Construction Risk Assessment Template (Free)

A risk assessment is the foundation of safe working on any construction site. It identifies what could go wrong, rates the likelihood and severity, and sets out the controls to manage each risk. This guide provides a practical template and explains how to produce risk assessments that are genuinely useful rather than generic tick-box exercises.

Key Takeaways

What Is a Risk Assessment?

A risk assessment is a systematic examination of what could cause harm to people on your project. Under the Management of Health and Safety at Work Regulations 1999, every employer must carry out a suitable and sufficient assessment of risks to employees and anyone else who may be affected by their work.

In construction, risk assessments are typically paired with method statements to form RAMS (Risk Assessments and Method Statements). The risk assessment identifies the hazards; the method statement describes how the work will be carried out safely.

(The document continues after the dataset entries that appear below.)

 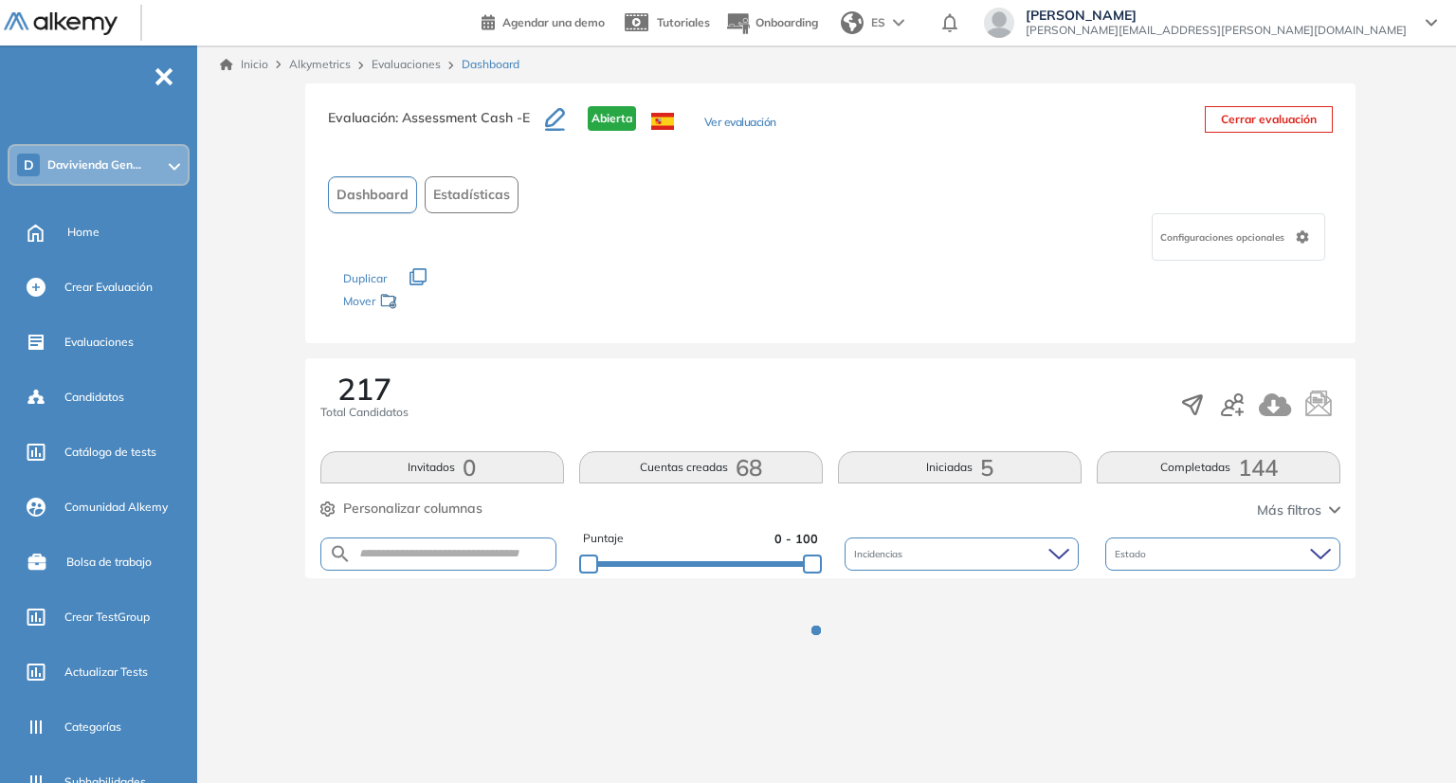 What do you see at coordinates (406, 63) in the screenshot?
I see `a: Evaluaciones` at bounding box center [406, 63].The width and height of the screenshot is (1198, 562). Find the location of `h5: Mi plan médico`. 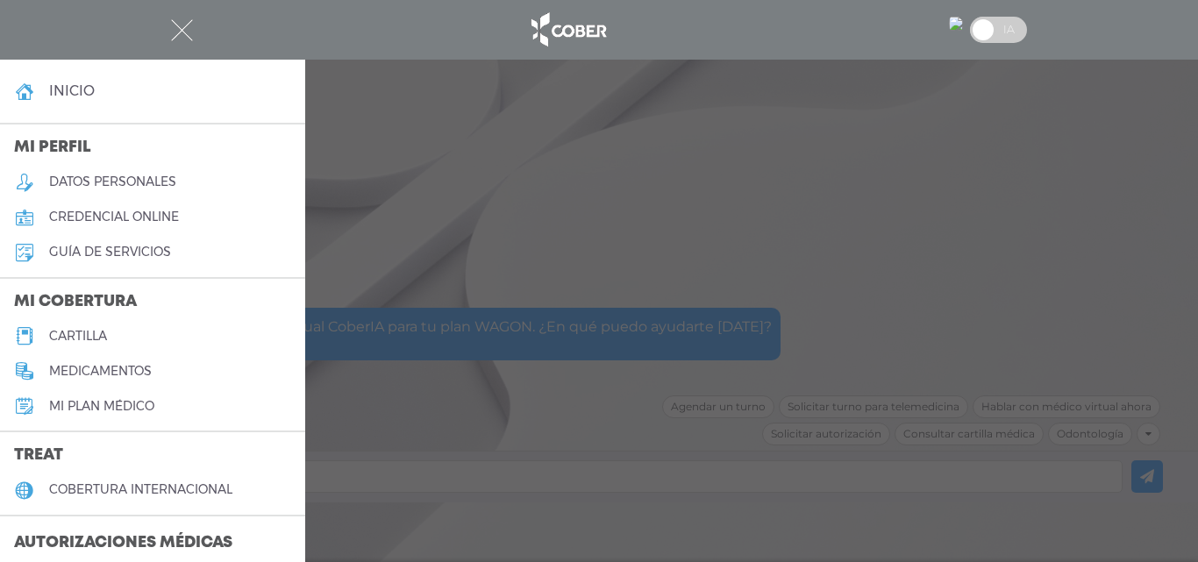

h5: Mi plan médico is located at coordinates (102, 406).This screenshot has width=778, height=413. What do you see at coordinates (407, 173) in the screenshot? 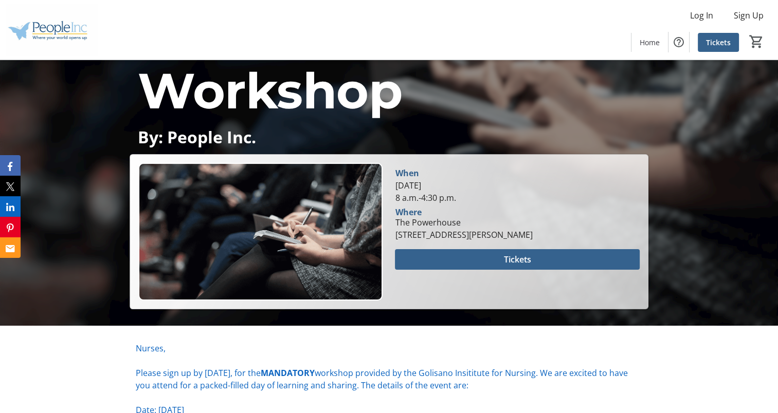
I see `div: When` at bounding box center [407, 173].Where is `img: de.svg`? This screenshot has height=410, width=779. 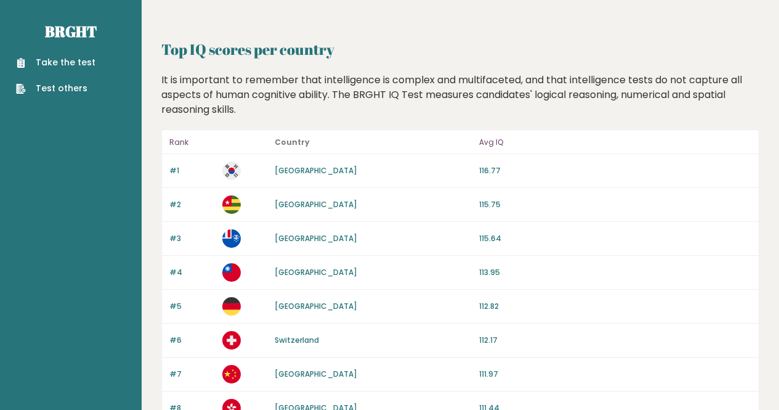 img: de.svg is located at coordinates (232, 306).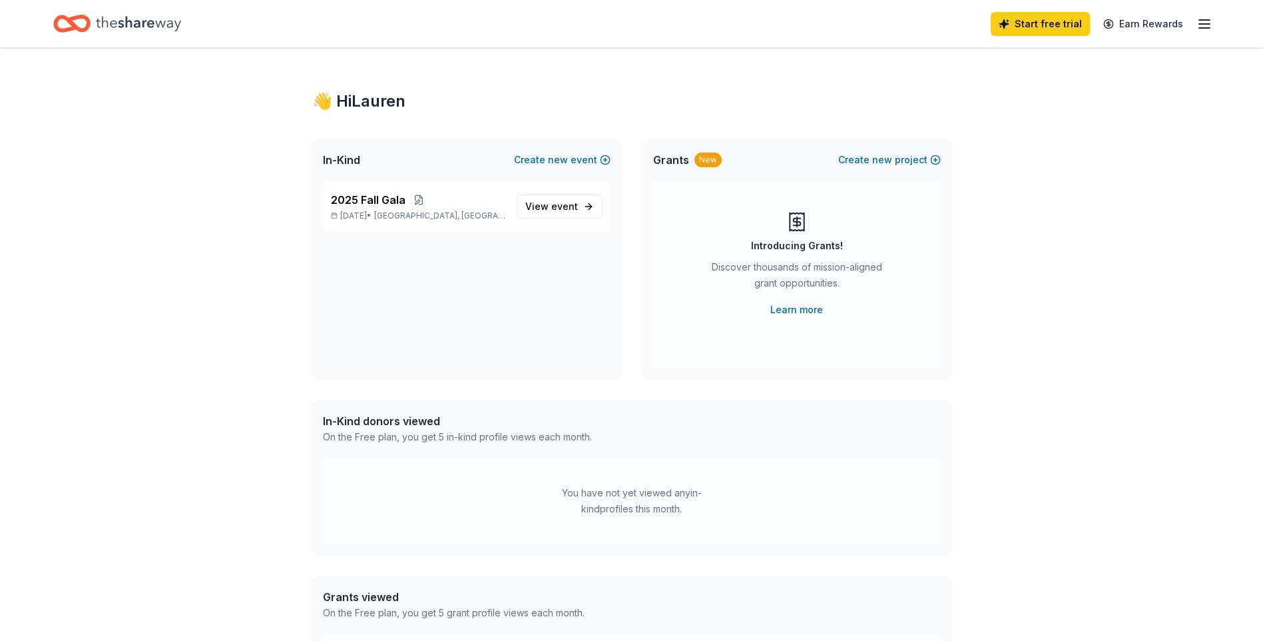  I want to click on div: Grants viewed, so click(453, 597).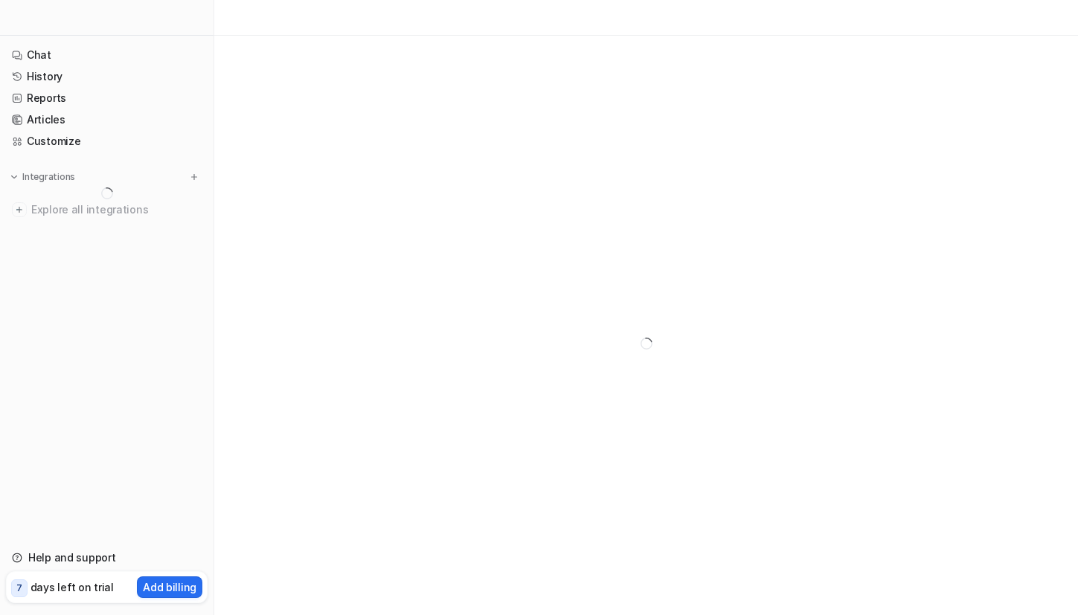  Describe the element at coordinates (106, 77) in the screenshot. I see `a: History` at that location.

A good risk assessment is not a 20-page document full of generic hazards. It is a focused, practical document that identifies the real risks on your specific project and sets out proportionate controls.

The legal framework is straightforward:

The HSE does not expect you to eliminate all risk. They expect you to identify the significant hazards and take reasonable steps to control them. The assessment should be proportionate to the level of risk.

Risk Assessment Template

A standard construction risk assessment should include:

How to Complete Each Section

Identifying Hazards

Walk the site. Talk to the people doing the work. Think about what activities will take place and what could go wrong. Consider:

Assessing Who Is at Risk

Consider all groups who could be affected: your own workers, other contractors on site, visitors, members of the public near the site, and particularly vulnerable groups like young workers or those with disabilities.

Setting Control Measures

Follow the hierarchy of controls:

  1. Eliminate the hazard entirely if possible
  2. Substitute with something less hazardous
  3. Engineer controls (guards, barriers, ventilation)
  4. Administrative controls (procedures, training, signage)
  5. PPE as a last resort

PPE should never be your primary control measure. It is the last line of defence, not the first.

Rating Risk: Likelihood x Severity

The standard approach uses a simple matrix:

Likelihood: 1 = Very unlikely, 2 = Unlikely, 3 = Possible, 4 = Likely, 5 = Very likely

Severity: 1 = Minor injury, 2 = Minor injury requiring first aid, 3 = Injury requiring medical treatment, 4 = Major injury, 5 = Fatality

Risk Score = Likelihood x Severity

The matrix is a tool, not a science. Use it to prioritise your attention on the highest risks, but apply common sense too.

Common Construction Hazards

These hazards should be considered on virtually every construction project:

Review and Update

Risk assessments are not one-off documents. Review them when:

Related Articles

Manage Your RAMS Digitally

FORGE Command lets you create, store, and track risk assessments and method statements across all your projects.

Try FORGE Command Free

Final Thoughts

A risk assessment should help you manage real risks, not generate paperwork. Focus on the significant hazards, set proportionate controls, and make sure the people doing the work understand and follow them. Keep it simple, keep it specific, and keep it up to date.